Marc Benioff continued with an short and spicy overview on desktop-VS-web-VS-clientserver, pointing to various blog posts about the topic. Interesting to read. I hope desktop and web get closer in their programming models, but think that both will continue to exist for some years to come.

Thanks to James Gee for the link.

where are the it prophets?

In the biblical times, there used to be long-haired dudes somehow resembling the looks of Richard Stallmann who warned the folk about their sinning. “If you mingle with the ammonites, the rain will turn black and stink”.

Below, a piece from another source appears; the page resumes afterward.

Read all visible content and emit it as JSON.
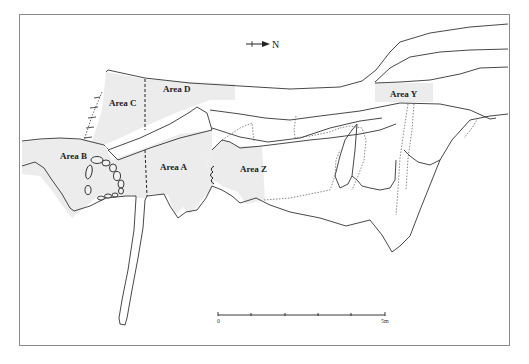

Where are god’s prophets today? Who warns us of seemingly great technologies that turn bad? For example, predicate logic, why weren’t we warned? 🙂

So, asking the almighty google for “semantic web prophecy” gives no clear answer. It seems we haven’t been warned or the prophet did not climb the ranks into the first 10 hits. Interestingly, an article by me was ranked 6th.

Will the real IT prophet please stand up? We need someone to pass on gods comments about upcoming information technology. Applicants should hear god’s voice clearly and have the ability to speak in front of large audiences.

p.s.: Look like Stallman? actually biblical prophets had shaven heads, afaik. So Cpt. Picard lookalikes are also ok.

update: actually, googling for “semantic web prophet” has an springer book chapter by me on 3rd hit… who would have thought.